QUOTE(Greengrass @ Jan 7 2008, 10:31 PM)

Not as currently defined by ???
I'm thinking gills, fins, lives in water, swims - a fish. Even identified as a member of the fish classification "Chrondrichthyes".
Modern taxonomy, which no longer is based on the Linnaean system (except in the case of "species," but not even universally with that), is based on common ancestry, not on physical characteristics. We distinguish between
definition and
diagnosis. The
definition of a taxon (which is any natural evolutionary group consisting of an ancestor and all of that ancestor's descendents) simply is a statement of who belongs in that group. So, for example, the most commonly accepted definition of "mammal" is all of the descendants of the last common ancestor of the three living groups of mammals (monotremes, marsupials and placentals) and all of that ancestor's descendants. Of course, when we look at an animal we cannot see it's ancestry, but only can infer it from it's physical (including its genetic) features. This is where
diagnosis comes in. The diagnosis of a mammal is fur, mammary glands, warm-bloodedness, a particular kind of jaw joint, and having three middle ear bones. These are not what makes a mammal a mammal, but merely are the features that allow us to identify a mammal as a mammal. If a mammal were to lose all of the diagnostic features of a mammal, it still would be defined as a mammal. A mammal
is a descendant of the last common ancestor of monotremes, marsupials and placentals; we
can tell whether something is a mammal by looking for fur, milk glands, middle ear bones, etc.
It's very similar to the way diagnosis is used in medicine. Influenza
is a disease caused by a particular virus. it is diagnosed by a set of symptoms that, in our experience, reliably are associated with the viral infection. But there is no necessary relationship between the definition and diagnosis. The symptoms themselves are not the disease, but only signs of the disease.
In the case of sharks and fishes, features like gills, fins, etc, all are diagnostic, not definitional. Moreover they are not good diagnostic features because they do not reliably separate one taxon from another. Sharks and trout both have fins, but trout are far more closely related to salamanders and birds and humans than they are to sharks.
So far, very little of this has worked its way into pre-college or even undergraduate science courses, and the vast majority of taxonomic information available on the web from general sites is archaic if not downright incorrect (although the amount of good information is growing. Berkeley's website-- www.ucmp.Berkeley.edu-- is excellent). It's annoying to those of us in the business that so many high schools and colleges still teach the Linnaean system (i.e., Kingdom, Phylum, Class, Order, Family, Genus), and confuse definition and diagnosis (which is a powerful logical distinction that can clarify thinking far beyond biology.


- The task -
Every line in the records below with the string "figure" is to be copied out.

Data entries for graphics:

+ + +

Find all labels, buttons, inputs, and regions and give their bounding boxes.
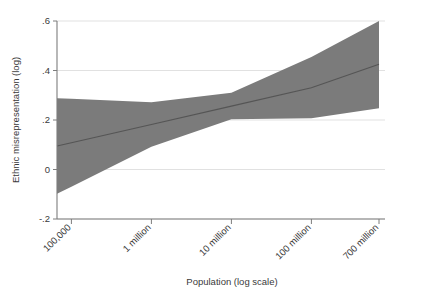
chart-container: .6.4.20-.2 100,0001 million10 million100… — [0, 0, 426, 296]
y-tick-label: .2 — [42, 114, 50, 125]
y-tick-label: .6 — [42, 15, 50, 26]
y-tick-label: .4 — [42, 65, 50, 76]
x-axis-title: Population (log scale) — [186, 276, 277, 287]
y-axis-title: Ethnic misrepresentation (log) — [10, 57, 21, 183]
y-tick-label: -.2 — [39, 213, 50, 224]
y-tick-label: 0 — [45, 164, 50, 175]
marginal-effects-plot: .6.4.20-.2 100,0001 million10 million100… — [0, 0, 426, 296]
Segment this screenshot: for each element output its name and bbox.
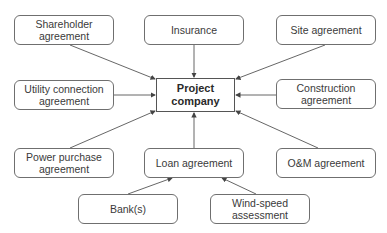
node-label: Power purchase agreement	[18, 151, 110, 175]
node-label: Site agreement	[290, 24, 361, 36]
edge-shareholder-project	[70, 45, 155, 79]
node-construction-agreement: Construction agreement	[276, 79, 376, 109]
center-label: Project company	[160, 82, 231, 108]
edge-ppa-project	[70, 111, 155, 148]
node-label: Loan agreement	[156, 157, 232, 169]
node-banks: Bank(s)	[78, 194, 178, 224]
edge-site-project	[236, 45, 325, 79]
edge-wind-loan	[222, 178, 256, 194]
node-wind-speed-assessment: Wind-speed assessment	[210, 194, 310, 224]
node-label: Utility connection agreement	[18, 83, 110, 107]
node-utility-connection-agreement: Utility connection agreement	[14, 80, 114, 110]
node-label: Insurance	[171, 24, 217, 36]
node-loan-agreement: Loan agreement	[144, 148, 244, 178]
node-label: Wind-speed assessment	[214, 197, 306, 221]
node-site-agreement: Site agreement	[276, 15, 376, 45]
node-label: Bank(s)	[110, 203, 146, 215]
node-label: Shareholder agreement	[18, 18, 110, 42]
node-insurance: Insurance	[144, 15, 244, 45]
node-shareholder-agreement: Shareholder agreement	[14, 15, 114, 45]
edge-bank-loan	[128, 178, 172, 194]
edge-om-project	[236, 111, 318, 148]
node-label: O&M agreement	[287, 157, 364, 169]
node-label: Construction agreement	[280, 82, 372, 106]
node-om-agreement: O&M agreement	[276, 148, 376, 178]
node-power-purchase-agreement: Power purchase agreement	[14, 148, 114, 178]
node-project-company: Project company	[156, 78, 235, 112]
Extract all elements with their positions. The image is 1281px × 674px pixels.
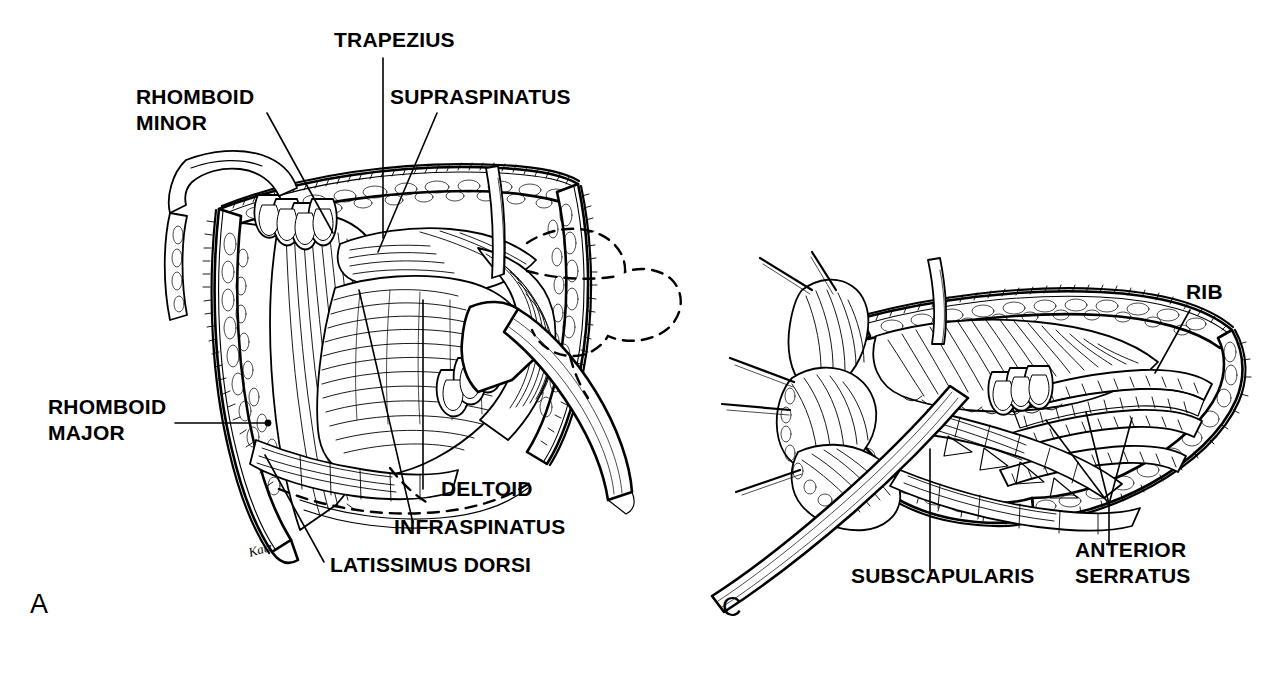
label-rhomboid-major-line1: RHOMBOID <box>48 395 166 418</box>
anatomical-illustration: Katz <box>0 0 1281 674</box>
figure-root: Katz <box>0 0 1281 674</box>
label-rhomboid-minor-line1: RHOMBOID <box>136 85 254 108</box>
label-deltoid: DELTOID <box>441 477 533 500</box>
panel-letter-c: C <box>722 592 742 622</box>
label-rhomboid-minor-line2: MINOR <box>136 111 207 134</box>
label-anterior-serratus-line2: SERRATUS <box>1075 564 1191 587</box>
panel-letter-a: A <box>30 589 48 619</box>
leader-dot-rhomboid-major <box>265 420 272 427</box>
label-supraspinatus: SUPRASPINATUS <box>390 85 571 108</box>
label-latissimus-dorsi: LATISSIMUS DORSI <box>330 553 531 576</box>
label-anterior-serratus-line1: ANTERIOR <box>1075 538 1186 561</box>
label-rhomboid-major-line2: MAJOR <box>48 421 125 444</box>
label-rib: RIB <box>1186 280 1223 303</box>
label-trapezius: TRAPEZIUS <box>334 28 455 51</box>
label-infraspinatus: INFRASPINATUS <box>394 515 565 538</box>
label-subscapularis: SUBSCAPULARIS <box>851 564 1034 587</box>
c-retractor-prongs[interactable] <box>988 366 1052 415</box>
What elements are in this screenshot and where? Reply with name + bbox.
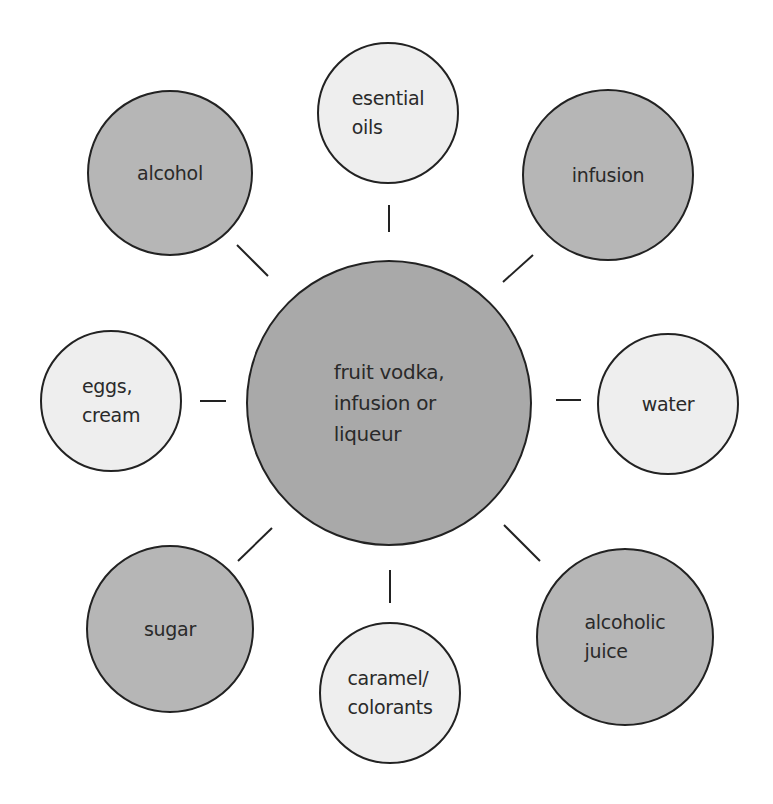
node-alcohol: alcohol <box>87 90 253 256</box>
node-label-water: water <box>642 390 695 419</box>
node-label-alcohol: alcohol <box>137 159 203 188</box>
connector-line-sugar <box>238 528 272 561</box>
connector-line-infusion <box>503 255 533 282</box>
center-node-fruit-vodka: fruit vodka, infusion or liqueur <box>246 260 532 546</box>
node-sugar: sugar <box>86 545 254 713</box>
node-label-infusion: infusion <box>572 161 645 190</box>
node-alcoholic-juice: alcoholic juice <box>536 548 714 726</box>
node-water: water <box>597 333 739 475</box>
node-caramel-colorants: caramel/ colorants <box>319 622 461 764</box>
node-esential-oils: esential oils <box>317 42 459 184</box>
connector-line-alcohol <box>237 245 268 276</box>
connector-line-alcoholic-juice <box>504 525 540 561</box>
ingredient-diagram: fruit vodka, infusion or liqueur esentia… <box>0 0 773 804</box>
node-label-alcoholic-juice: alcoholic juice <box>585 608 666 666</box>
node-label-esential-oils: esential oils <box>352 84 425 142</box>
node-label-caramel-colorants: caramel/ colorants <box>347 664 432 722</box>
node-eggs-cream: eggs, cream <box>40 330 182 472</box>
node-label-sugar: sugar <box>144 615 196 644</box>
node-infusion: infusion <box>522 89 694 261</box>
center-node-label: fruit vodka, infusion or liqueur <box>334 357 445 450</box>
node-label-eggs-cream: eggs, cream <box>82 372 140 430</box>
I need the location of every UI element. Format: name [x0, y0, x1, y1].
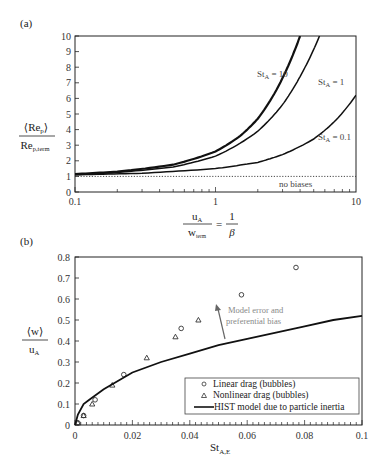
svg-text:Model error and: Model error and — [228, 305, 284, 315]
svg-text:10: 10 — [351, 196, 361, 207]
label-st-1: StA = 1 — [318, 77, 344, 88]
svg-text:1: 1 — [229, 210, 235, 222]
panel-a-y-label: ⟨Rep⟩ Rep,term — [19, 121, 55, 152]
svg-text:8: 8 — [66, 62, 71, 73]
svg-text:⟨w⟩: ⟨w⟩ — [27, 325, 44, 337]
panel-b-x-label: StA,E — [210, 441, 230, 456]
svg-text:0.04: 0.04 — [181, 430, 199, 441]
svg-text:0.1: 0.1 — [69, 196, 82, 207]
svg-text:0.4: 0.4 — [58, 336, 71, 347]
panel-b-label: (b) — [20, 235, 33, 248]
svg-text:3: 3 — [66, 140, 71, 151]
svg-text:β: β — [228, 226, 235, 238]
panel-b: (b) 00.10.20.30.40.50.60.70.800.020.040.… — [20, 235, 368, 456]
figure: (a) 0123456789100.1110 StA = 10 StA = 1 … — [0, 0, 381, 463]
svg-text:⟨Rep⟩: ⟨Rep⟩ — [24, 121, 48, 135]
svg-text:preferential bias: preferential bias — [226, 316, 281, 326]
svg-text:6: 6 — [66, 93, 71, 104]
svg-text:0.3: 0.3 — [58, 357, 71, 368]
svg-text:0.08: 0.08 — [296, 430, 314, 441]
linear-drag-point — [239, 293, 244, 298]
svg-text:9: 9 — [66, 46, 71, 57]
svg-text:uA: uA — [192, 210, 203, 223]
panel-b-y-label: ⟨w⟩ uA — [22, 325, 48, 356]
svg-text:Rep,term: Rep,term — [20, 139, 49, 152]
svg-text:0.6: 0.6 — [58, 294, 71, 305]
svg-text:1: 1 — [66, 171, 71, 182]
panel-a: (a) 0123456789100.1110 StA = 10 StA = 1 … — [19, 17, 361, 239]
svg-text:0.7: 0.7 — [58, 273, 71, 284]
svg-text:0.1: 0.1 — [356, 430, 369, 441]
svg-text:=: = — [216, 218, 222, 230]
arrow-shaft — [218, 309, 225, 339]
panel-a-label: (a) — [20, 17, 33, 30]
svg-text:0: 0 — [65, 420, 70, 431]
svg-text:1: 1 — [213, 196, 218, 207]
legend-linear: Linear drag (bubbles) — [213, 379, 295, 390]
panel-a-x-label: uA wterm = 1 β — [183, 210, 238, 239]
linear-drag-point — [93, 398, 98, 403]
nonlinear-drag-point — [144, 355, 149, 360]
nonlinear-drag-point — [173, 334, 178, 339]
svg-text:wterm: wterm — [188, 226, 207, 239]
svg-text:0.8: 0.8 — [58, 252, 71, 263]
svg-text:5: 5 — [66, 109, 71, 120]
svg-text:0.5: 0.5 — [58, 315, 71, 326]
svg-text:uA: uA — [29, 343, 40, 356]
curve-st-a-10 — [75, 36, 300, 174]
linear-drag-point — [179, 326, 184, 331]
svg-text:7: 7 — [66, 77, 71, 88]
svg-text:2: 2 — [66, 155, 71, 166]
svg-text:10: 10 — [61, 31, 71, 42]
linear-drag-point — [294, 265, 299, 270]
label-no-biases: no biases — [279, 179, 313, 189]
legend: Linear drag (bubbles) Nonlinear drag (bu… — [185, 378, 359, 414]
arrow-head-icon — [215, 304, 221, 311]
svg-text:0.1: 0.1 — [58, 399, 71, 410]
curve-st-a-0-1 — [75, 95, 356, 175]
legend-hist: HIST model due to particle inertia — [214, 402, 345, 412]
nonlinear-drag-point — [196, 317, 201, 322]
legend-nonlinear: Nonlinear drag (bubbles) — [213, 390, 309, 401]
svg-text:0.2: 0.2 — [58, 378, 71, 389]
label-st-10: StA = 10 — [257, 69, 288, 80]
panel-a-axes: 0123456789100.1110 — [61, 31, 361, 208]
label-st-0-1: StA = 0.1 — [318, 132, 351, 143]
panel-a-curves — [75, 36, 356, 176]
svg-text:0: 0 — [73, 430, 78, 441]
svg-text:0.06: 0.06 — [238, 430, 256, 441]
svg-text:4: 4 — [66, 124, 71, 135]
svg-text:0.02: 0.02 — [124, 430, 142, 441]
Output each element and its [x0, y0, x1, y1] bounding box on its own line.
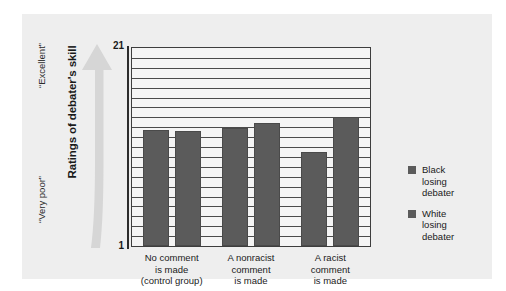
plot-area: [131, 47, 371, 247]
legend-label-line: losing: [422, 176, 454, 188]
bar: [175, 131, 201, 246]
bar: [301, 152, 327, 246]
bar: [333, 117, 359, 246]
category-label-line: comment: [282, 264, 378, 276]
gridline: [132, 88, 370, 89]
y-axis-line: [127, 46, 129, 249]
category-label-line: A racist: [282, 252, 378, 264]
legend-label-line: losing: [422, 219, 454, 231]
arrow-label-very-poor: “Very poor”: [36, 170, 47, 230]
legend-label-line: Black: [422, 164, 454, 176]
bar: [143, 130, 169, 246]
chart-figure: Ratings of debater's skill “Excellent” “…: [22, 14, 492, 279]
legend-label-line: debater: [422, 187, 454, 199]
category-label: A racistcommentis made: [282, 252, 378, 287]
y-tick-label-min: 1: [100, 240, 124, 251]
chart-legend: BlacklosingdebaterWhitelosingdebater: [408, 164, 484, 251]
legend-swatch-icon: [408, 166, 416, 174]
gridline: [132, 58, 370, 59]
y-tick-label-max: 21: [100, 40, 124, 51]
legend-item[interactable]: Blacklosingdebater: [408, 164, 484, 199]
legend-label-line: White: [422, 208, 454, 220]
arrow-label-excellent: “Excellent”: [36, 38, 47, 94]
legend-label-line: debater: [422, 231, 454, 243]
legend-swatch-icon: [408, 210, 416, 218]
gridline: [132, 107, 370, 108]
bar: [222, 128, 248, 246]
gridline: [132, 78, 370, 79]
y-axis-title: Ratings of debater's skill: [66, 22, 78, 202]
gridline: [132, 98, 370, 99]
category-label-line: is made: [282, 275, 378, 287]
gridline: [132, 68, 370, 69]
legend-item[interactable]: Whitelosingdebater: [408, 208, 484, 243]
scale-direction-arrow: [78, 42, 116, 248]
bar: [254, 123, 280, 246]
legend-label: Whitelosingdebater: [422, 208, 454, 243]
legend-label: Blacklosingdebater: [422, 164, 454, 199]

+ + +

- Expected output -
figure-root: Katz <box>0 0 1281 674</box>
figure: (a) 0123456789100.1110 StA = 10 StA = 1 … — [0, 0, 381, 463]
chart-figure: Ratings of debater's skill “Excellent” “…: [22, 14, 492, 279]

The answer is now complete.